Why ancient aromatherapists knew what dermatologists are only now proving.
For thousands of years, healers prescribed rosemary for the scalp, cedarwood for the follicle, ginger for circulation. Modern dermatology spent a century calling it superstition. Peer-reviewed research is now calling it correct.
The ancients didn't have clinical trials. They had something better: thousands of years of observation, iteration, and effect.
Somewhere around 1500 BCE, Egyptian physicians were prescribing castor oil for hair growth. In ancient Rome, Pliny the Elder documented rosemary's use for scalp health. Ayurvedic practitioners in India had already been using bhringraj, ginger, and cedarwood on the scalp for centuries before any of those civilizations had written it down. Persian physician Ibn Sina — writing in the 11th century — described, in precise detail, the anti-inflammatory properties of lavender and its effect on the skin and hair.
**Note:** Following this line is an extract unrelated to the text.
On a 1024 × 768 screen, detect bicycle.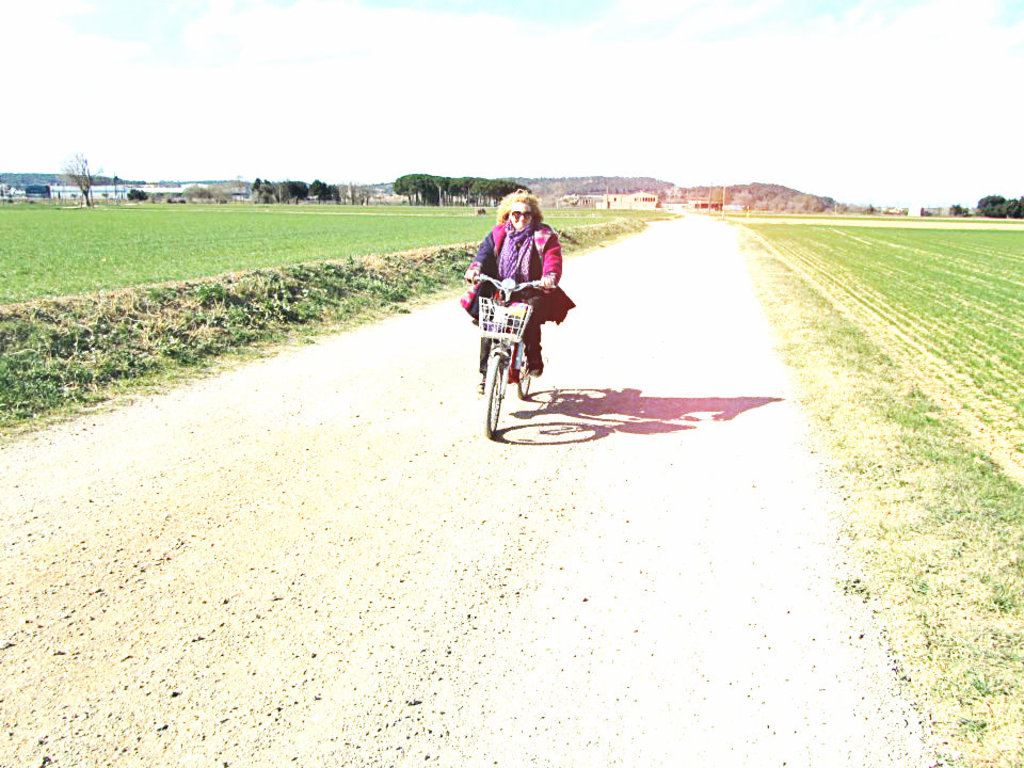
462,260,571,422.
None of them had a laboratory. None of them had a randomised controlled trial. None of them had a gas chromatograph or a follicular biopsy or a VEGF assay.
They had patients. They had outcomes. They had generations of observation passed forward, refined, corrected, and refined again. And they were right.
The Proof
What peer-reviewed research has now confirmed — ingredient by ingredient.
The Gap
Why it took so long for science to catch up.
The 20th century created a categorical divide between "traditional" and "evidence-based" medicine that served the pharmaceutical industry well and served patients less well. If a compound couldn't be patented, isolated, and tested in a double-blind trial, it existed in a grey zone — not disproven, but not validated, and therefore easy to dismiss.
Essential oils occupy that grey zone for most of the century. They are complex — a single oil may contain dozens of bioactive compounds interacting synergistically. They are difficult to standardise. They can't be patented. None of that means they don't work. It means the tools used to evaluate them weren't designed with them in mind.
The research that has emerged over the last two decades — particularly as Gas Chromatographic-Mass Spectrometric analysis allowed precise identification of active compounds — has begun closing that gap methodically. Compound by compound. Mechanism by mechanism. The results keep pointing back to the same place: the ancient practitioners were working with real pharmacological effects. They simply described them in the language available to them.
Every essential oil in Laritelle's formulas is tested by Gas Chromatographic Spectrometer to confirm that the correct beneficial compounds are present at the concentrations required for therapeutic effect — not cosmetic fragrance. The distinction matters. An oil that smells like rosemary and an oil with clinically active levels of 1,8-cineole and rosmarinic acid are not the same product.
The Purple Cow
What it means to be formulated by certified aromatherapists.
Most hair care brands that use botanical ingredients use them as marketing. A percentage of rosemary extract, a trace of peppermint oil — enough to list on the label, not enough to cross the threshold of therapeutic concentration that the research requires.
Laritelle was founded by and is formulated by ARC registered certified aromatherapists and AMCA certified hair loss practitioners. That is not a branding distinction. It is a formulation distinction. It means every formula is built around the mechanism — what the compound does at the follicular level, at what concentration, delivered through which carrier system.
The ancient practitioners who first observed these effects worked empirically — they adjusted what they prescribed based on what they saw in their patients. Laritelle works the same way, with the additional tool of the research that has now confirmed what they observed. The difference between a formula built by a certified aromatherapist and a formula built by a marketing team is the difference between a medicine and a metaphor.
They had the results.
Formulated by those who understand both.
Every Laritelle formula carries four thousand years of botanical knowledge and the peer-reviewed research that finally explains why it works.